Ed: Trouble is, there are several of those acceptable-to-all-factions candidates in the field who aren’t running out of money. And she’s not exactly tailor-made for Iowa, where she now has to do really well. She probably shouldn’t have let herself get quoted saying, “I’m f- - -ing moving to Iowa.”
Jon: It’s insane that we still have a primary where the first two states have massively disproportionate winnowing power and have almost no minorities. I mean, how does a fairly woke party tolerate this?
Ed: Sigh. Here we go again: People wanting to change the rules of the game while it’s being played.
Jon: I’ve always wanted to change the rules!
Ed: Propose fixing it all for 2028 and you might get somewhere.
Jon: Well, if I limited my comments to ideas that could go somewhere, I wouldn’t write much.
Ed: Far be it from me to restrain you, Jon, but when you call the status quo “insane,” that does call for us crazy people to push back.
Ben: Back to Harris: Her swing to the left at the beginning of the campaign, which included appearing to fully back Medicare for All and then retreating from it, is now viewed as a mistake. But would a better strategy really have mattered that much? To me (as I’ve said before), the main problem with her campaign is simply that she’s not very good at running for president.
As in, there is no clarity of vision or purpose, nothing to really excite people.
Jon: I found her campaign pretty exciting, thought her energy in set-piece situations, like her kickoff speech, hearings, and debate No. 1, was pretty great. She just made a lot of errors, like going back and forth on Bernie’s health-care plan like four times — ripping off the Band-Aid, reapplying it, ripping it off again.
Ben: True, she did seem more promising at the beginning. And no doubt she’s great in hearings.
Ed: On paper, she had a good electability argument, and, as I noted earlier, she had a solid nomination strategy and did have that one good debate moment. And yeah, Jon’s right, her campaign started well. My doubts about her initially mostly involved her meh reputation here in California. Never quite seen a candidate who keeps winning elections over and over instill so little joy in her voters. But then I guess that was true of John Kerry, who did nearly get to be president.

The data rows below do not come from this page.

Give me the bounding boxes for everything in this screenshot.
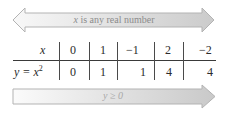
- x-value-0: 0: [70, 44, 76, 56]
- table-divider-1: [59, 42, 60, 80]
- table-divider-4: [154, 42, 155, 80]
- y-value-3: 4: [166, 66, 172, 78]
- x-value-3: 2: [165, 44, 171, 56]
- table-divider-5: [183, 42, 184, 80]
- y-value-0: 0: [70, 66, 76, 78]
- values-table: x 0 1 −1 2 −2 y = x2 0 1 1 4 4: [0, 0, 228, 117]
- row-header-x: x: [40, 44, 45, 56]
- y-value-2: 1: [140, 66, 146, 78]
- table-divider-2: [89, 42, 90, 80]
- table-divider-3: [117, 42, 118, 80]
- row-header-y-exponent: 2: [39, 64, 43, 73]
- x-value-1: 1: [100, 44, 106, 56]
- table-horizontal-rule: [13, 60, 216, 61]
- row-header-y: y = x2: [14, 66, 43, 78]
- x-value-4: −2: [199, 44, 212, 56]
- x-value-2: −1: [126, 44, 139, 56]
- row-header-y-text: y = x: [14, 65, 39, 79]
- y-value-4: 4: [207, 66, 213, 78]
- y-value-1: 1: [100, 66, 106, 78]
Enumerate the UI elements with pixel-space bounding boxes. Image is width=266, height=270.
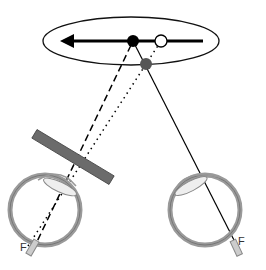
left-eye: F [10, 174, 80, 256]
arrowhead-icon [60, 34, 74, 48]
right-eye-solid-line [133, 41, 237, 246]
right-eye: F [170, 173, 245, 256]
pulfrich-diagram: F F [0, 0, 266, 270]
right-fovea-label: F [238, 235, 245, 247]
actual-position-dot [127, 35, 139, 47]
perceived-position-dot [140, 58, 152, 70]
delayed-position-circle [155, 35, 167, 47]
left-fovea-label: F [20, 241, 27, 253]
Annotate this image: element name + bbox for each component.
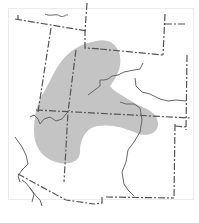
range-map bbox=[0, 0, 199, 223]
range-region bbox=[34, 40, 158, 163]
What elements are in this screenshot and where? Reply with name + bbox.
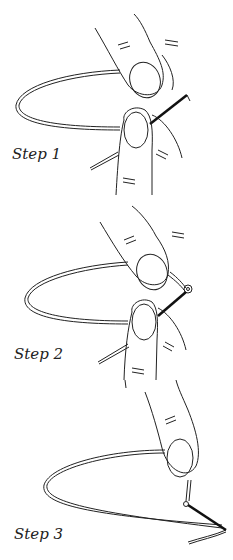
step-3-panel: Step 3	[0, 380, 233, 560]
step-2-panel: Step 2	[0, 200, 233, 380]
step-1-label: Step 1	[12, 145, 61, 163]
step-2-label: Step 2	[14, 345, 63, 363]
step-1-illustration	[0, 0, 233, 200]
step-3-label: Step 3	[14, 525, 63, 543]
step-1-panel: Step 1	[0, 0, 233, 200]
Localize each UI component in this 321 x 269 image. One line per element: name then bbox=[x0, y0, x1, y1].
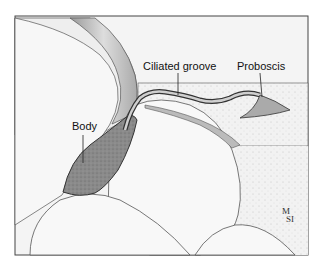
label-body: Body bbox=[72, 120, 97, 132]
label-proboscis: Proboscis bbox=[237, 60, 285, 72]
label-ciliated-groove: Ciliated groove bbox=[143, 60, 216, 72]
artist-signature: M SI bbox=[282, 207, 294, 223]
illustration bbox=[0, 0, 321, 269]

Ben: Seems true of many presidential candidates, in fact.
Ed: Anyway, I think we can agree that things went wrong, and yeah, the unforced errors on M4A seemed to be important. They were almost comically inept.

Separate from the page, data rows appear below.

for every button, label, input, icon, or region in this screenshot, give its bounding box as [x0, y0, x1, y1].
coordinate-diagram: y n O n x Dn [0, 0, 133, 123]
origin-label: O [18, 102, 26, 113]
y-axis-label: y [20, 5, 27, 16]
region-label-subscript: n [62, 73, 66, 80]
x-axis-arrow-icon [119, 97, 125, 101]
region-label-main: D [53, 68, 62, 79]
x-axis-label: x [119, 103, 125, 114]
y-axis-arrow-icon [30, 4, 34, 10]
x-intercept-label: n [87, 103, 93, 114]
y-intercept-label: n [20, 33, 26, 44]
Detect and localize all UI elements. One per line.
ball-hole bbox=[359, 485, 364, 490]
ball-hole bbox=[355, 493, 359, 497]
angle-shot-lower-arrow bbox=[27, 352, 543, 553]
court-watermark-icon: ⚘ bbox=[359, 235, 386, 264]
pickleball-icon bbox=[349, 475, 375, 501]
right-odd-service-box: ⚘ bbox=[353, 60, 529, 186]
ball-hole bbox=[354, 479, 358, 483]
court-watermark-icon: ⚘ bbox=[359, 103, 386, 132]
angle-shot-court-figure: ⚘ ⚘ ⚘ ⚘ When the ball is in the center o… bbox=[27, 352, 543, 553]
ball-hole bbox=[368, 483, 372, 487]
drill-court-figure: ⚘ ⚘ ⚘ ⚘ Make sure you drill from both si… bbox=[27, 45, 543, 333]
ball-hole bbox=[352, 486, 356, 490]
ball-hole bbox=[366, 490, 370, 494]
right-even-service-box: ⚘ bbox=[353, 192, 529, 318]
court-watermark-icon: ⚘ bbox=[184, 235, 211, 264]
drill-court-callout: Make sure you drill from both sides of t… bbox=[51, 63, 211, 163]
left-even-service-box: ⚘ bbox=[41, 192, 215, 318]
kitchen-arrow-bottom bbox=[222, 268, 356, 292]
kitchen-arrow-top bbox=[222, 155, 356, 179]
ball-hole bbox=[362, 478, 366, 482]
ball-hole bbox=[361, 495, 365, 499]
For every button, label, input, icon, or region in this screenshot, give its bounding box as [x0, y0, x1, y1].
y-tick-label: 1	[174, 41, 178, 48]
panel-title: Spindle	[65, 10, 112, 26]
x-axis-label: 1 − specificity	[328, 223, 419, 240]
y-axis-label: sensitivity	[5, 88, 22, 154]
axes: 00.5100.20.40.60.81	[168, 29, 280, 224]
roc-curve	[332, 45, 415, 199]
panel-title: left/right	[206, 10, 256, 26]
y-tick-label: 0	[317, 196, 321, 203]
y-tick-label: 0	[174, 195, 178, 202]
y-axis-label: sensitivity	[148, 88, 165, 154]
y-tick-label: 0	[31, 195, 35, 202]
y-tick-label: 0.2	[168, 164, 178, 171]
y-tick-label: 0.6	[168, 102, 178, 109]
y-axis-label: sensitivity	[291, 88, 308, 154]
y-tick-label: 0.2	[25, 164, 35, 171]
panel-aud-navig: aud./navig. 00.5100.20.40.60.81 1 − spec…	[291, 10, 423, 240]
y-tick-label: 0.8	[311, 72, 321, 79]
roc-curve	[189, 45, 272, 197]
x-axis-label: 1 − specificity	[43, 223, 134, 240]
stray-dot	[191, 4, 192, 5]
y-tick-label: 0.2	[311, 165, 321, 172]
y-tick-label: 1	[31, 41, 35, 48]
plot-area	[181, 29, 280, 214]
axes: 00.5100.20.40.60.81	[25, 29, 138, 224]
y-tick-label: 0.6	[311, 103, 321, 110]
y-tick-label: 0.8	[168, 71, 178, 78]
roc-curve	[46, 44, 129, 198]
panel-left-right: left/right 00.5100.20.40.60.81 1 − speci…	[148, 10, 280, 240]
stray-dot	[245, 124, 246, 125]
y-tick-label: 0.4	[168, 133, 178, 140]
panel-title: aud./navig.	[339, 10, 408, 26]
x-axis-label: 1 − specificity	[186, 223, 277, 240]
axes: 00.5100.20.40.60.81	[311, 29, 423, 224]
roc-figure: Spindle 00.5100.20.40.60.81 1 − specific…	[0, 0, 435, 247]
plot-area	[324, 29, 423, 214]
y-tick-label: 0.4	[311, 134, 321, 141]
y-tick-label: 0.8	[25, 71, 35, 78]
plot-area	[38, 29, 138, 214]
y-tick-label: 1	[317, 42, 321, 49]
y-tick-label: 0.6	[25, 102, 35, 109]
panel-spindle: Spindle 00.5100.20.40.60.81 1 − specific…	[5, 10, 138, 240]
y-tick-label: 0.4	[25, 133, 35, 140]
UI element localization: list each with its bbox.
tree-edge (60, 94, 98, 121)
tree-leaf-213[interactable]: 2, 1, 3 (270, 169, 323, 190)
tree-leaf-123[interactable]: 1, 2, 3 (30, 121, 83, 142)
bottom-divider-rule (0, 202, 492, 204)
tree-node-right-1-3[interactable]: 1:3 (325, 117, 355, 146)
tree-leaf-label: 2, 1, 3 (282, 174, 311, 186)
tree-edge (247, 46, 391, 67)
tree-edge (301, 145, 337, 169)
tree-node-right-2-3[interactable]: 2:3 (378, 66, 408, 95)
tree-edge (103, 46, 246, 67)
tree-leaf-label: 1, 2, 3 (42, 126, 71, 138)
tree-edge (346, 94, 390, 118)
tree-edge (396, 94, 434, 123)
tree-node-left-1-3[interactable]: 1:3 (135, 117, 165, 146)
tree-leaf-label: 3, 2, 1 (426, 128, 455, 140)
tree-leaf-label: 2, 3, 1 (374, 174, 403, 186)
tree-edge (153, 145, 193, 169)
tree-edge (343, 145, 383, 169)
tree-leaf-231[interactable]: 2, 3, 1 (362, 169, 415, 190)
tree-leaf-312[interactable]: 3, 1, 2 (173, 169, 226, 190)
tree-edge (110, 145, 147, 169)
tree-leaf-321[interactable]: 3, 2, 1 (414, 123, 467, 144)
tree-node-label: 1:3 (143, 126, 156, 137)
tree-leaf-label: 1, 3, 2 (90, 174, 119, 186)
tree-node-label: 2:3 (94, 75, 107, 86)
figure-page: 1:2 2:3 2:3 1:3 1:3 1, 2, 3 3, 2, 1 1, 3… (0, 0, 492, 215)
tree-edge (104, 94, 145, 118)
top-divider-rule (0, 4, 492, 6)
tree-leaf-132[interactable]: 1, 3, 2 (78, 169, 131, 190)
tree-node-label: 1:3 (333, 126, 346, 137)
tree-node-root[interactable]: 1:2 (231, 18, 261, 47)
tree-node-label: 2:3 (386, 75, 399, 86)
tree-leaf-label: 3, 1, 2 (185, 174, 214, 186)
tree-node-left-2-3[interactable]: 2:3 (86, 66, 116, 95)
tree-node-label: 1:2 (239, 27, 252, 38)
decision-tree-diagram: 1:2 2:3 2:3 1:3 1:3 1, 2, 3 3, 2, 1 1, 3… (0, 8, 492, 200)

Jon: By the time she was calling for Twitter to suspend Trump, I was just face-palming.
Ed: To this day, I don’t understand what that was about.
Jon: People hate Trump’s tweets? So they decided to turn that into a proposal? I dunno.
Ben: If Harris’s campaign does flame out, as it seems on its way to doing, could you see her as a formidable candidate in a future presidential election?
Jon: Well, she could definitely be veep. Probably the front-runner if a white guy gets nominated. She might have trouble attracting donors and campaign talent to another race, though.
Ed: She’s 55, which means under the new Bernie/Biden age rules, she’s got at least five more cycles to think about it. Harris ’36!
Ben: Haha.
Ed: Damn, she could f- - -ing move to Iowa for real and run for the Senate there, maybe against a 100-year-old Chuck Grassley!